Both analysis and synthesis techniques are integral to the design of VLSI circuits. Analysis typically entails the modeling of circuit parameters and signal transitions, and often involves the solution of various equations using established numerical methods. The choice of algorithms for these tasks is relatively straightforward, compared to the vast possibilities for synthesis and optimization.
Fabrication: The final DRC/LVS/ERC clean layout, usually represented in the GDSII stream format, is sent for manufacturing at a dedicated silicon foundry (fab). The handoff o fthe design to the manufacturing process is called tapeout, even though data transmission from the design team to the silicon fab no longer relies on magnetic tape. Feneration of the data for manufacturing is sometimes referred to as streaming out, reflecting the use of GDSII Stream.
As the fab, the design is patterned onto different layers using photolithographic process. Photomasks are used so that only certain patterns of silicon, specified by the layout, are exposed to a laser light source. Producing an IC requires many masks; modifying the design requires changes to some or all of the masks.

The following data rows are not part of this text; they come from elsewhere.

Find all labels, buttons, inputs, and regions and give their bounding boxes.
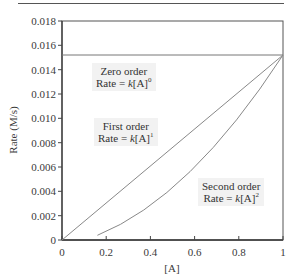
first-order-title: First order xyxy=(98,120,154,132)
x-tick-label: 0 xyxy=(59,246,65,258)
second-order-label: Second order Rate = k[A]2 xyxy=(198,178,264,206)
y-tick-label: 0.018 xyxy=(31,15,56,27)
y-tick-label: 0.002 xyxy=(31,210,56,222)
y-tick-label: 0.004 xyxy=(31,185,56,197)
second-order-equation: Rate = k[A]2 xyxy=(202,192,260,204)
y-tick-label: 0.014 xyxy=(31,64,56,76)
x-tick-label: 0.8 xyxy=(232,246,246,258)
x-tick-label: 0.6 xyxy=(188,246,202,258)
zero-order-label: Zero order Rate = k[A]0 xyxy=(92,63,156,91)
x-tick-labels: 0 0.2 0.4 0.6 0.8 1 xyxy=(59,246,286,258)
concentration: [A] xyxy=(133,77,148,89)
equation-prefix: Rate = xyxy=(96,77,128,89)
exponent: 2 xyxy=(255,191,259,199)
first-order-equation: Rate = k[A]1 xyxy=(98,132,154,144)
y-tick-label: 0.010 xyxy=(31,112,56,124)
concentration: [A] xyxy=(135,132,150,144)
y-tick-label: 0 xyxy=(51,234,57,246)
first-order-label: First order Rate = k[A]1 xyxy=(94,118,158,146)
y-tick-labels: 0 0.002 0.004 0.006 0.008 0.010 0.012 0.… xyxy=(31,15,56,246)
concentration: [A] xyxy=(240,192,255,204)
second-order-title: Second order xyxy=(202,180,260,192)
zero-order-title: Zero order xyxy=(96,65,152,77)
exponent: 1 xyxy=(150,131,154,139)
x-tick-label: 0.2 xyxy=(99,246,113,258)
y-tick-label: 0.008 xyxy=(31,137,56,149)
y-axis-title: Rate (M/s) xyxy=(7,106,20,154)
zero-order-equation: Rate = k[A]0 xyxy=(96,77,152,89)
equation-prefix: Rate = xyxy=(203,192,235,204)
equation-prefix: Rate = xyxy=(98,132,130,144)
x-axis-title: [A] xyxy=(164,262,179,274)
x-tick-label: 1 xyxy=(280,246,286,258)
y-tick-label: 0.006 xyxy=(31,161,56,173)
y-tick-label: 0.012 xyxy=(31,88,56,100)
y-tick-label: 0.016 xyxy=(31,39,56,51)
exponent: 0 xyxy=(148,76,152,84)
x-tick-label: 0.4 xyxy=(144,246,158,258)
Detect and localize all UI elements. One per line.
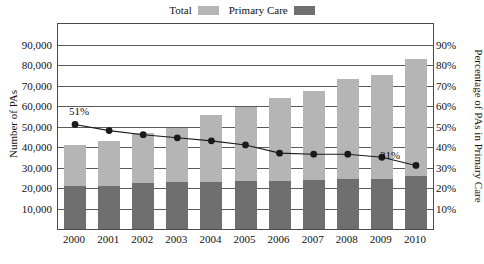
x-axis-tick-label: 2010 <box>398 234 432 245</box>
chart-figure: Total Primary Care Number of PAs Percent… <box>0 0 484 264</box>
y-axis-left-tick-label: 50,000 <box>22 122 52 133</box>
y-axis-left-tick-label: 40,000 <box>22 142 52 153</box>
y-axis-left-tick-label: 60,000 <box>22 101 52 112</box>
y-axis-right-tick-label: 70% <box>436 81 456 92</box>
y-axis-right-tick-label: 80% <box>436 60 456 71</box>
y-axis-right-tick-label: 30% <box>436 163 456 174</box>
bar-primary-care <box>132 183 154 229</box>
y-axis-left-tick-label: 90,000 <box>22 40 52 51</box>
x-axis-tick-label: 2002 <box>125 234 159 245</box>
percentage-annotation: 51% <box>69 106 89 117</box>
y-axis-right-ticks: 10%20%30%40%50%60%70%80%90% <box>436 0 480 264</box>
chart-legend: Total Primary Care <box>0 0 484 20</box>
plot-inner: 51%31% <box>58 24 433 229</box>
legend-label-primary-care: Primary Care <box>229 5 288 16</box>
y-axis-right-tick-label: 60% <box>436 101 456 112</box>
x-axis-tick-label: 2006 <box>262 234 296 245</box>
legend-swatch-total <box>198 6 219 15</box>
y-axis-right-tick-label: 20% <box>436 183 456 194</box>
y-axis-left-tick-label: 70,000 <box>22 81 52 92</box>
x-axis-tick-label: 2001 <box>91 234 125 245</box>
x-axis-tick-label: 2003 <box>159 234 193 245</box>
x-axis-tick-label: 2007 <box>296 234 330 245</box>
y-axis-right-tick-label: 90% <box>436 40 456 51</box>
x-axis-tick-label: 2004 <box>193 234 227 245</box>
legend-swatch-primary-care <box>294 6 315 15</box>
legend-item-primary-care: Primary Care <box>229 5 315 16</box>
bar-primary-care <box>200 182 222 229</box>
legend-item-total: Total <box>169 5 218 16</box>
data-point-marker <box>106 127 113 134</box>
bar-primary-care <box>337 179 359 229</box>
bar-primary-care <box>64 186 86 229</box>
bar-primary-care <box>371 179 393 229</box>
x-axis-ticks: 2000200120022003200420052006200720082009… <box>57 234 434 252</box>
y-axis-right-tick-label: 10% <box>436 204 456 215</box>
gridline <box>58 65 433 66</box>
y-axis-left-ticks: 10,00020,00030,00040,00050,00060,00070,0… <box>0 0 52 264</box>
x-axis-tick-label: 2009 <box>364 234 398 245</box>
y-axis-left-tick-label: 20,000 <box>22 183 52 194</box>
bar-primary-care <box>166 182 188 229</box>
bar-primary-care <box>98 186 120 229</box>
x-axis-tick-label: 2008 <box>330 234 364 245</box>
x-axis-tick-label: 2000 <box>57 234 91 245</box>
y-axis-right-tick-label: 50% <box>436 122 456 133</box>
plot-area: 51%31% <box>57 23 434 230</box>
x-axis-tick-label: 2005 <box>228 234 262 245</box>
y-axis-left-tick-label: 30,000 <box>22 163 52 174</box>
bar-primary-care <box>405 176 427 229</box>
percentage-annotation: 31% <box>380 150 400 161</box>
bar-primary-care <box>303 180 325 229</box>
bar-primary-care <box>235 181 257 229</box>
legend-label-total: Total <box>169 5 191 16</box>
y-axis-right-tick-label: 40% <box>436 142 456 153</box>
y-axis-left-tick-label: 80,000 <box>22 60 52 71</box>
gridline <box>58 45 433 46</box>
bar-primary-care <box>269 181 291 229</box>
y-axis-left-tick-label: 10,000 <box>22 204 52 215</box>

ICs are manufactured on round silicon wafers with diameters ranging from 200mm(8 inches) to 300mm (12 inches). The ICs must then be tested and labeled as either functional and defective, sometimes according to bins depending on the functional or parametric (speed, power) tests that have failed. At the end of the manufacturing process, the ICs are separated, or diced, by sawing the wafer into smaller pieces.
Packaging and Testing: After dicing, fuctional chips are typically packaged. Packaging is configured early in the design process, and reflects the application along with cost and form factor requirements. Package types include DIPs, PGSs, BGAs etc. After a die is positioned in the package cavity, its pins are connected to the package’s pins, eg., with wire bonding or solder bumps (flip-chip). The package is then sealed.
After packaging, the finished product may be tested to ensure that it meets design requirements such as function, timing and power dissipation.